Funny, how life can turn on you. One minute, you are running an Indian restaurant on Melrose for 17 years, the next thing you know, the city of Los Angeles DOT paints the curbs in front of your restaurant red and pulls up the meters, and after a year business is so bad, on account of no parking, that you are losing 11,000 a month so you close the place and now, at the age you expected to retire, you are driving a cab in Burbank.

 

This didn’t happen to me, it happened to my cab driver, but still. Usually the cab drivers I get in Burbank are Armenian. Love the Armenians. The last one I had, before the Indian guy, was reading a battered chess strategy hardcover at red lights. The book was in Cyrillic ,but I could tell from the diagrams. So I talked to him about chess and it turns out he was ranked 11 in Armenia, which is pretty good, considering they are mad for chess in Armenia. Of course, in America, you can drive a cab with a skill like that, but you have to figure he was pretty sharp to be so high ranked in Armenia. He even pointed out to me that the former world champion before Bobby Fisher was Armenian, but changed his name to sound more Russian. Only I can’t remember if it was Karpov or Kasparov he was talking about, since both their names sound the same, more or less. Probably Karpov, since Anatoly, his first name, sounds plausibly Armenian to me.

 

So that was two trips to LA in one week. Which is pretty tiring. And on the second trip, I was in Orange County. Unlike the eponymous tv show, it is a pretty horrible county to be in. The airport is named John Wayne, like the bloated dead actor.

 

Even though it has been rainy and cold longer than usual, being in the heat of LA, even for one day, which is all I was there for, was enough to give me a headache.

 

I am aware that I am totally skimming over the seder, which was a raging success, and even resulted in my being declared “really cool” by a college student named Zach who was there, but let’s just say we had four kinds of haroseth, one with apricots, one with pistachios, one with bananas and one with traditional apples and walnuts. Which was some tasty symbolic mortar.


PROBLEM DETAILS
Repeat verbatim, and only, the lines of the data below, beginning at the line that contains "What do you see at coordinates (379, 167)" and stopping after the line that contains "This screenshot has width=530, height=256.".

SUPPLIED DATA

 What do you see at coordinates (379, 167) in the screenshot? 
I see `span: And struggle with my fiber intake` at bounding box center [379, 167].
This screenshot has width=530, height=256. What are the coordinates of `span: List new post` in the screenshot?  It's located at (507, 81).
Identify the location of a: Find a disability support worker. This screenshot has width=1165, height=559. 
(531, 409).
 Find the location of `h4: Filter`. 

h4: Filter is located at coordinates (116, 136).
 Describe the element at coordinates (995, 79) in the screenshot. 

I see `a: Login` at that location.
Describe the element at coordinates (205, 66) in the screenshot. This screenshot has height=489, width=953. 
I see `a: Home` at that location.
--
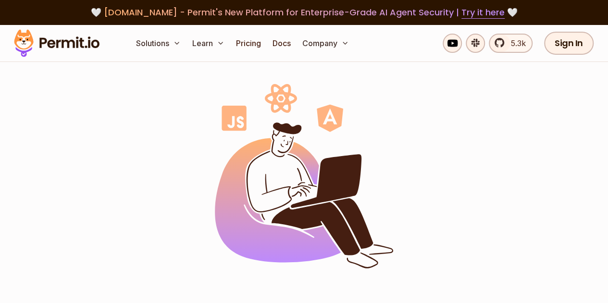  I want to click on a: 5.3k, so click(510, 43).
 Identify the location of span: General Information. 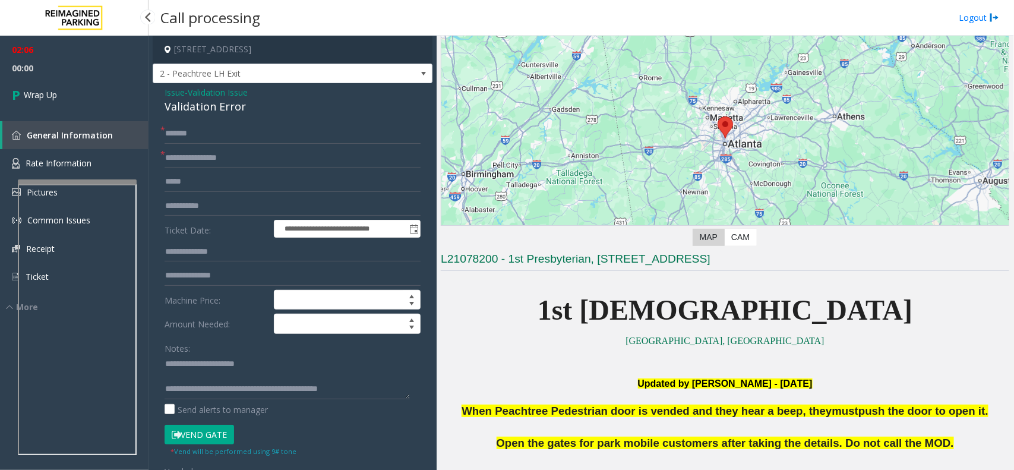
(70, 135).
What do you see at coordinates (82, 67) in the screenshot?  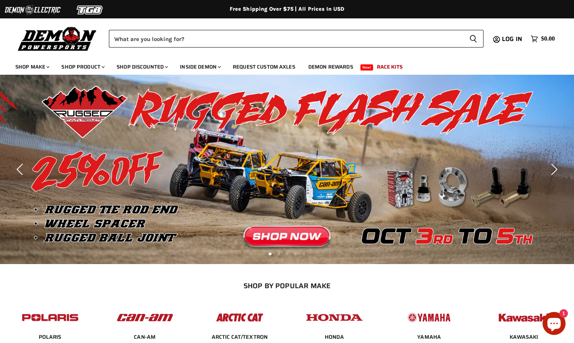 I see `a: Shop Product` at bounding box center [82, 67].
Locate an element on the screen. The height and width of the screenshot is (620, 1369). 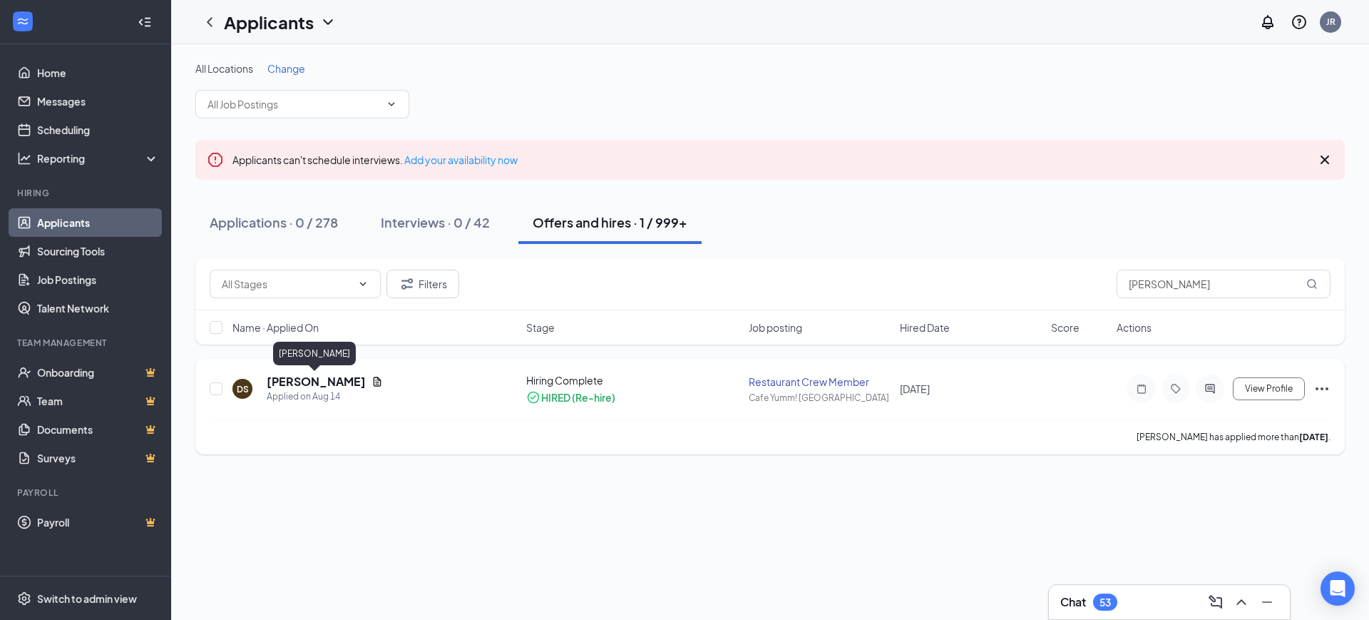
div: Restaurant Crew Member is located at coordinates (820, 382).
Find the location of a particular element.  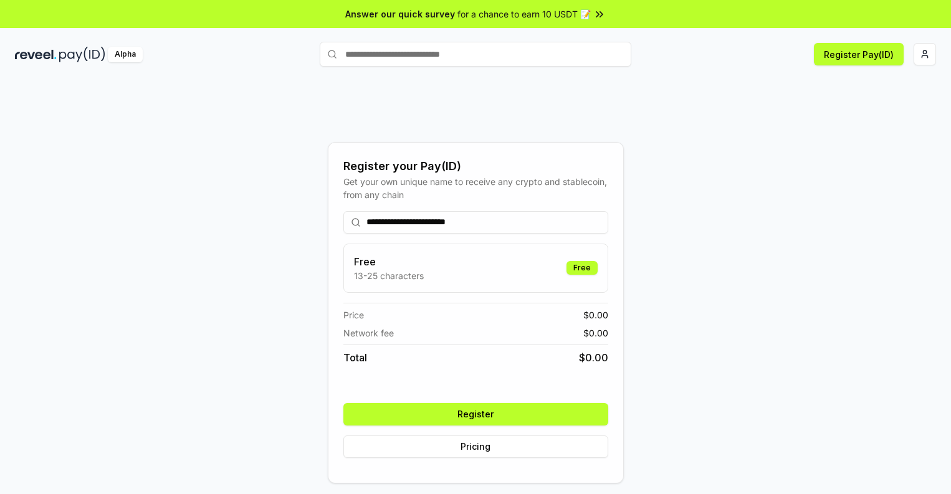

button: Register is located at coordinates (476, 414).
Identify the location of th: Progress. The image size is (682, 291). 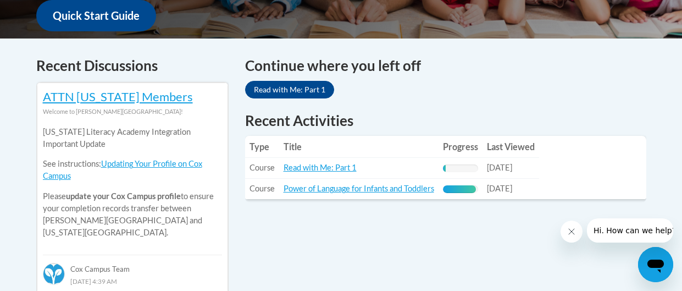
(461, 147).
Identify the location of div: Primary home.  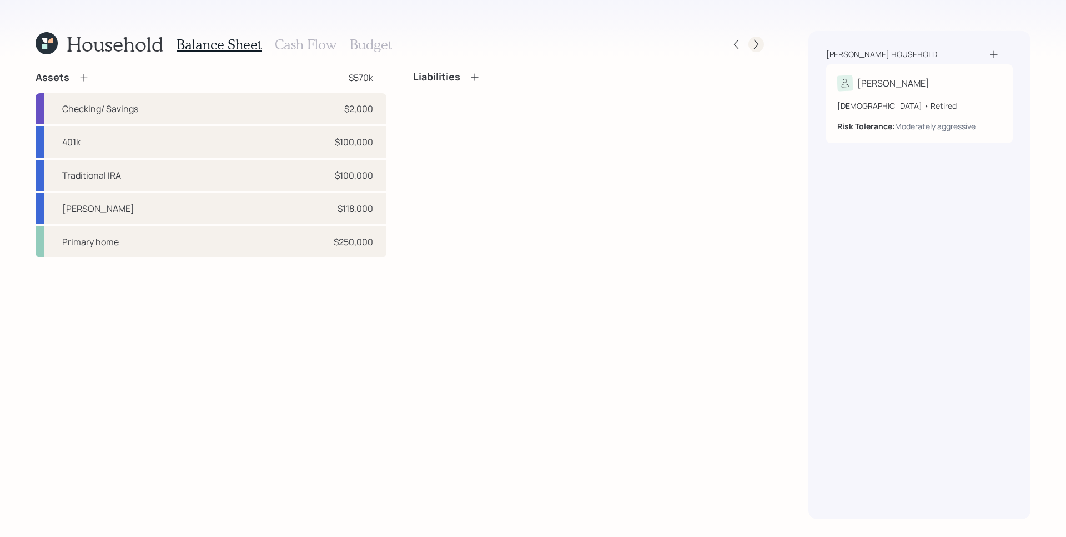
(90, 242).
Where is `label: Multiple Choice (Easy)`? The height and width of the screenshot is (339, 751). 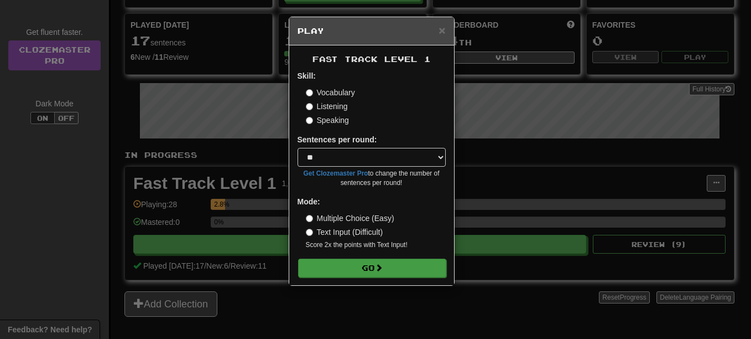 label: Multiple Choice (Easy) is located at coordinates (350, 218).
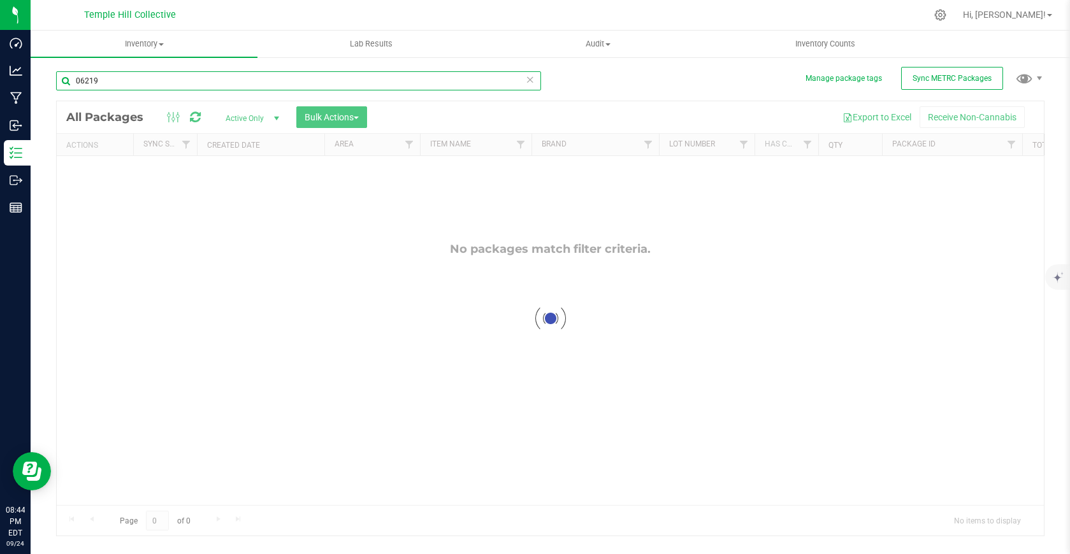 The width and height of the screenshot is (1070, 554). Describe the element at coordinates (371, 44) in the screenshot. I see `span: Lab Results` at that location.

PROBLEM SOLUTION
 What do you see at coordinates (379, 167) in the screenshot? 
I see `span: And struggle with my fiber intake` at bounding box center [379, 167].
This screenshot has width=530, height=256. What are the coordinates of `span: List new post` in the screenshot?  It's located at (507, 81).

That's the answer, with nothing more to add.